Women have always had inherent value owing to their ability to birth children. By contrast, men have always had to accrue value unto themselves by their works and deeds. I think this fundamental reality is reflected in our media depictions of male versus female protagonists.
The hero’s journey is essentially the coming-of-age story of boys becoming men via trials and suffering. We become worthy of our stations in life, and our women and our families, through accomplishment and overcoming challenges. Or we fail, and we die, literally or spiritually. Either way, it’s interesting.
Women don’t experience the same climb. They begin the game with tremendous, society-sustaining value. It literally cannot be overstated. It is, however, automatic and requires no effort. There’s no progression or arch or triumph. The only potential for drama is the tragedy that results when a woman squanders her greatest value.

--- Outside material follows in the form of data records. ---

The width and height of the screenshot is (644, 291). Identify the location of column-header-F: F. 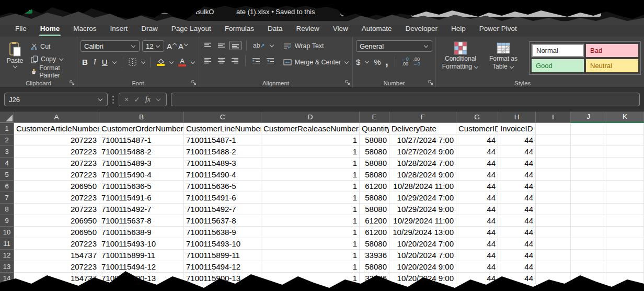
(423, 117).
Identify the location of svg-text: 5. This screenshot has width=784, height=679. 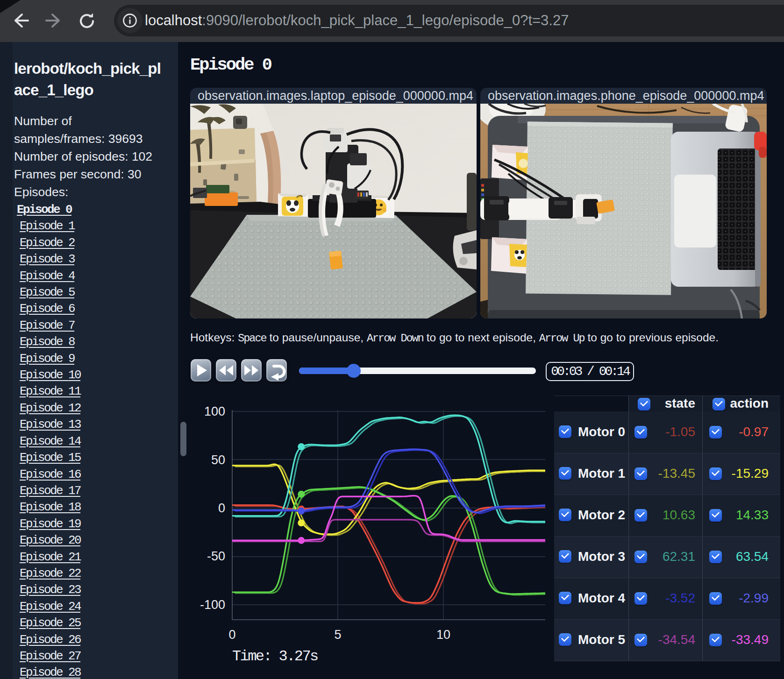
(337, 635).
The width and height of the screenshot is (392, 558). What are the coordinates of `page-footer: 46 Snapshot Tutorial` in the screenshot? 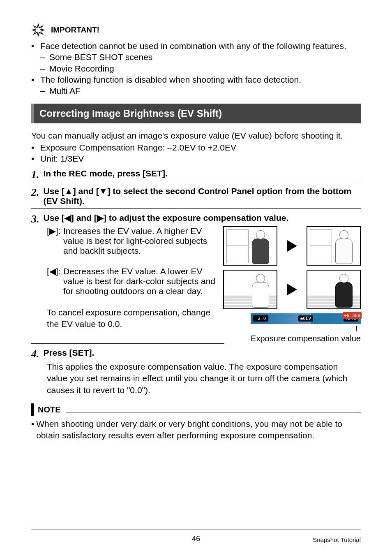 It's located at (196, 539).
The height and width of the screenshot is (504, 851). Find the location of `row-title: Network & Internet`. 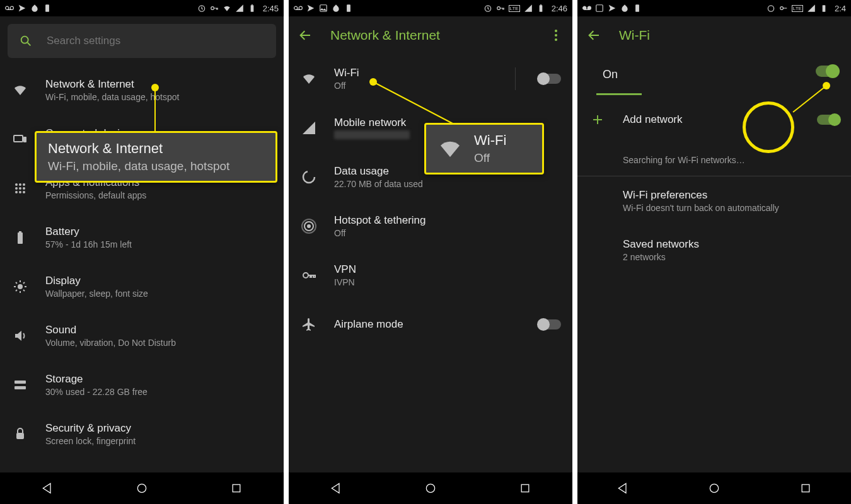

row-title: Network & Internet is located at coordinates (159, 84).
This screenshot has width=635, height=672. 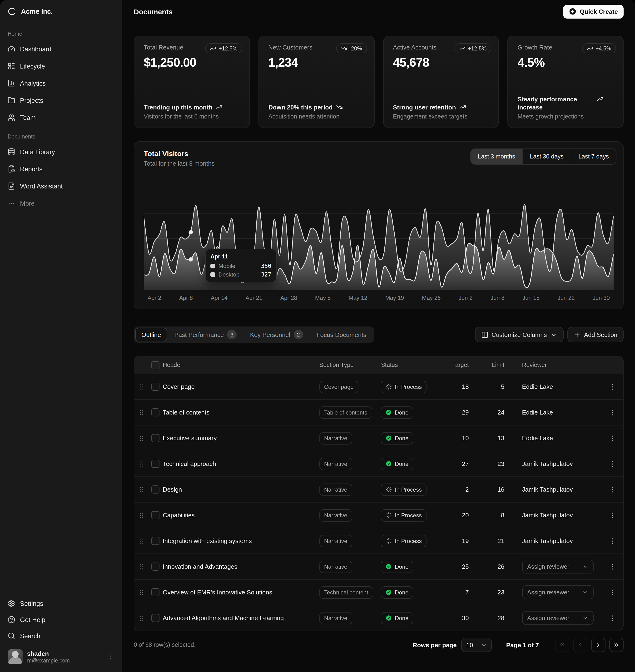 I want to click on cell-header: Table of contents, so click(x=241, y=412).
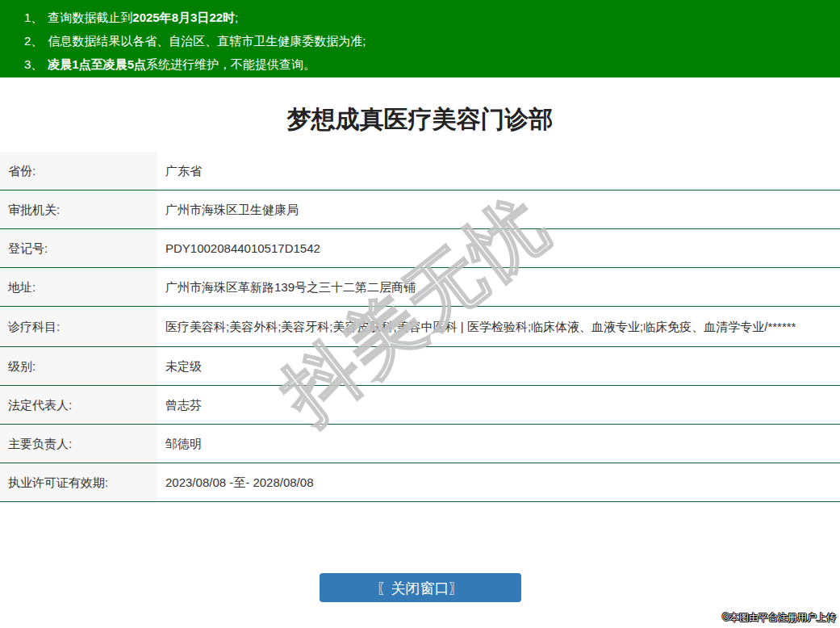 Image resolution: width=840 pixels, height=628 pixels. What do you see at coordinates (428, 65) in the screenshot?
I see `notice-item: 3、凌晨1点至凌晨5点系统进行维护，不能提供查询。` at bounding box center [428, 65].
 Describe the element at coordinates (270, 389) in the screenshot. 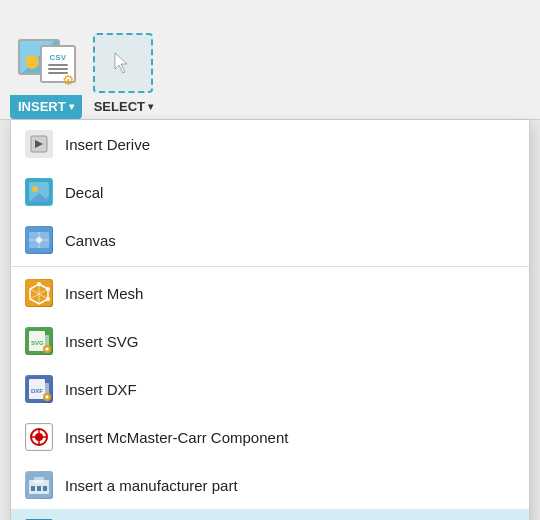

I see `menu-item-insert-dxf: DXF Insert DXF` at that location.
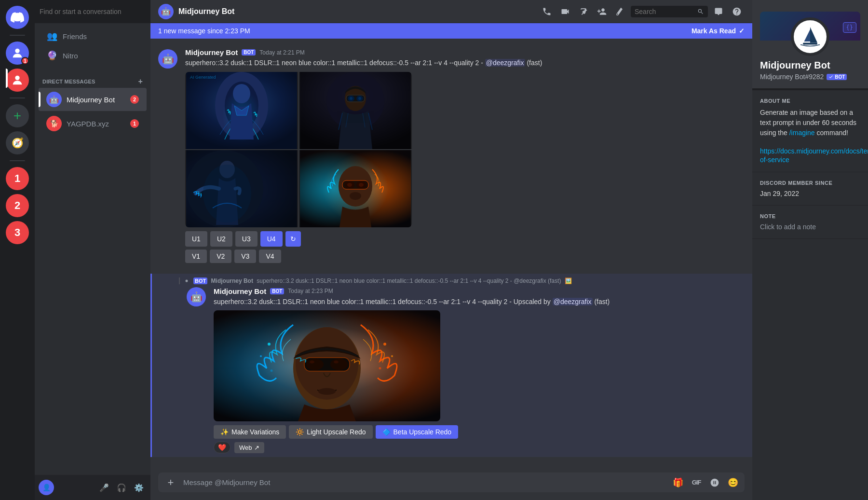 This screenshot has width=868, height=500. What do you see at coordinates (620, 12) in the screenshot?
I see `slash-command-button` at bounding box center [620, 12].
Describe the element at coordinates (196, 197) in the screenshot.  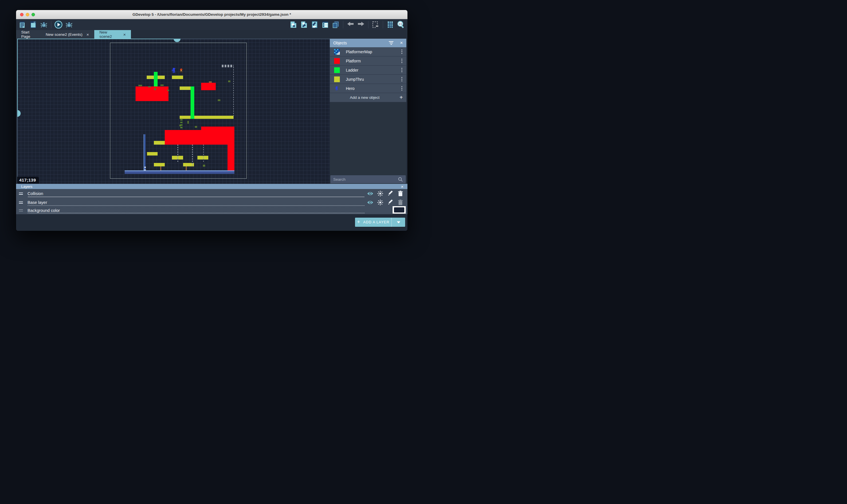
I see `layer-name-underline` at that location.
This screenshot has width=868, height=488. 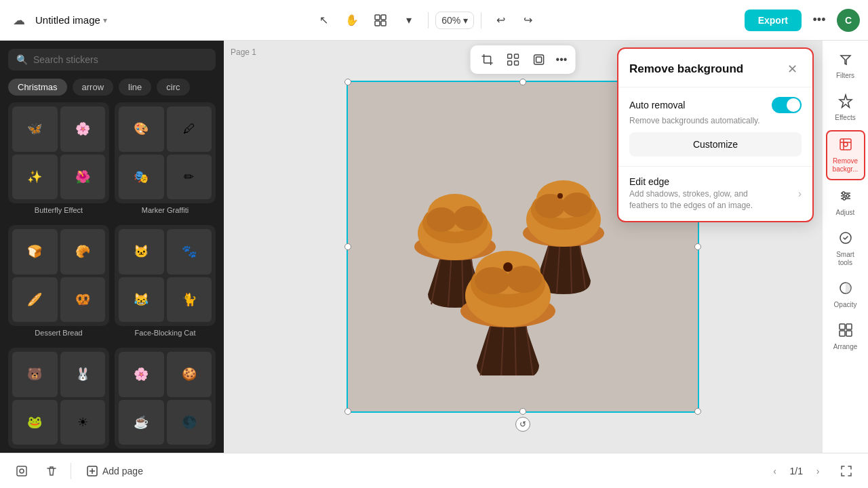 What do you see at coordinates (35, 129) in the screenshot?
I see `sticker-item: 🦋` at bounding box center [35, 129].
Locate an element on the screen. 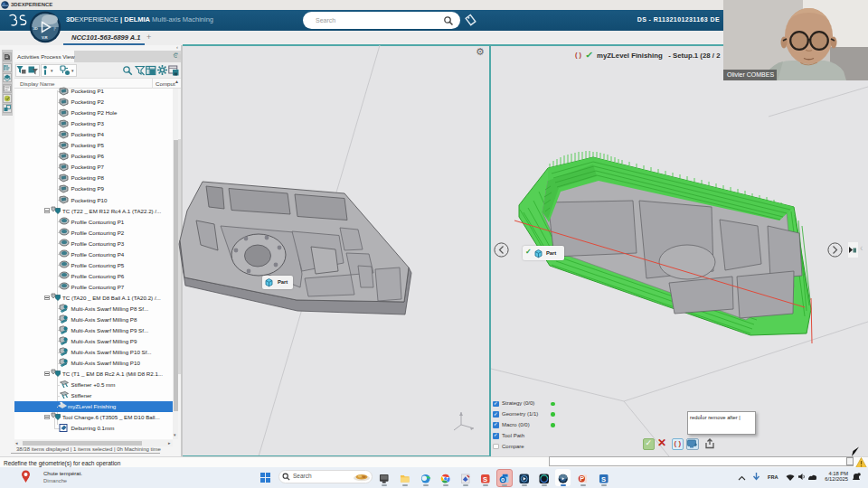 This screenshot has width=868, height=488. svg-text: 3D is located at coordinates (36, 27).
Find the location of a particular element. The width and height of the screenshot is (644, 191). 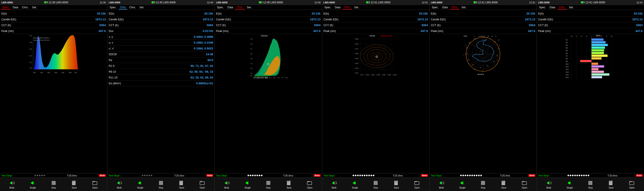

Injecting women into traditionally masculine “hero’s journey” stories is a recipe for boredom. Because women begin the story with all of the value they require to be accepted and promoted by the tribe. Whatever motivations are concocted for these female protagonists are inevitably shallow and pointless. Their arcs are flat and uninspiring. The most they can muster is obnoxious and entitled subversion; they rebel against the “unfair restrictions” placed upon them by nature - as if men are so privileged in their mandatory pain and labor.
I think this theory maps pretty well onto modern girl boss characters. I’m sure it has been explored. Just connecting my own personal dots on this one.
Not just "can't be shown" fucking up; shouldn't be fucking up.
The woman's journey involves avoiding the fuckup in the first place. A man can fuck up and fix it, but when a woman fucks up, in an archetypal sense, she's just screwed.
That's why so many women stories are about realizing inner strength or embracing her own wisdom, rather than learning and growing; a woman's path is laid out for them. They don't need to change. The change happens to them and all they need to do is accept it.
What can a woman become that's better that the progenitor of life for her species, her family, and herself?
Or worse, a woman doesn't need to change. She's already a perfect being, it's the world around her that needs to change and accept her perfection.
Basically the "How many narcissists does it take to change a light bulb?"
One, they just hold it in place and expect the world to revolve around them to screw it in place.
Sort of.
She's going to change, whether she wants to or not. She's going to become valuable without any act of will or sacrifice.
The challenge of women is understanding what this means.
A woman could take this to mean she is perfect and everyone should worship her, but that's a bad idea. Being valuable does not mean you are powerful, rather it actually detracts from your agency and puts a pretty big target on your back. Using your inherent value to play suitors against each other can obtain pretty bad results.
For example, if a woman sleeps with a dozen men and picks the best fuck, it's highly unlikely that she will pick the best man to protect her. Worse yet, the man she picks may not respect her at all given what she values.
It's up to women to set the game properly, to choose for loyalty, competence, social standing, etc, rather than superficial qualities. The men around her must take risks and make sacrifices, but her goal is wisdom and resilience, not courage or strength.
Exactly, women can go through the hero's journey no problem. Sometimes women really do have adversity to overcome. It's rare, but it happens.
It's just that part of the hero's journey is being flawed and useless by definition. Being born amazing and then saving the universe with zero effort isn't a hero's journey, it's self-insert fan fiction.
The Galbrush paradox is responsible for 90% of bad writing in the past twenty years.
You put your finger on why By The Grace of the Gods is trash isekai story.
The main character is reincarnated near perfect child. His flaws are "low-key-bragging job interview flaws" ( patting yourself on the back about how you're a perpetual self-improvement genius ).
He does everything too easily and flawlessly and with uttermost apologetic good manners. He's just perfetly "existing" through everything like a hot knive through lukewarm butter.
Alot of isekai cartoons are like this. Still, most do it better.
I ran out of good stuff to watch I guess.
The other reason it's fake is that "overcoming your own fuck ups by effort and grit" is much more of a male value than a female one. Not to say that women can't do it, but their usual response to "overcoming their own fuck ups" is to find the nearest man to fix it for them. So people can sense that female "hero's journey" stories aren't that realistic.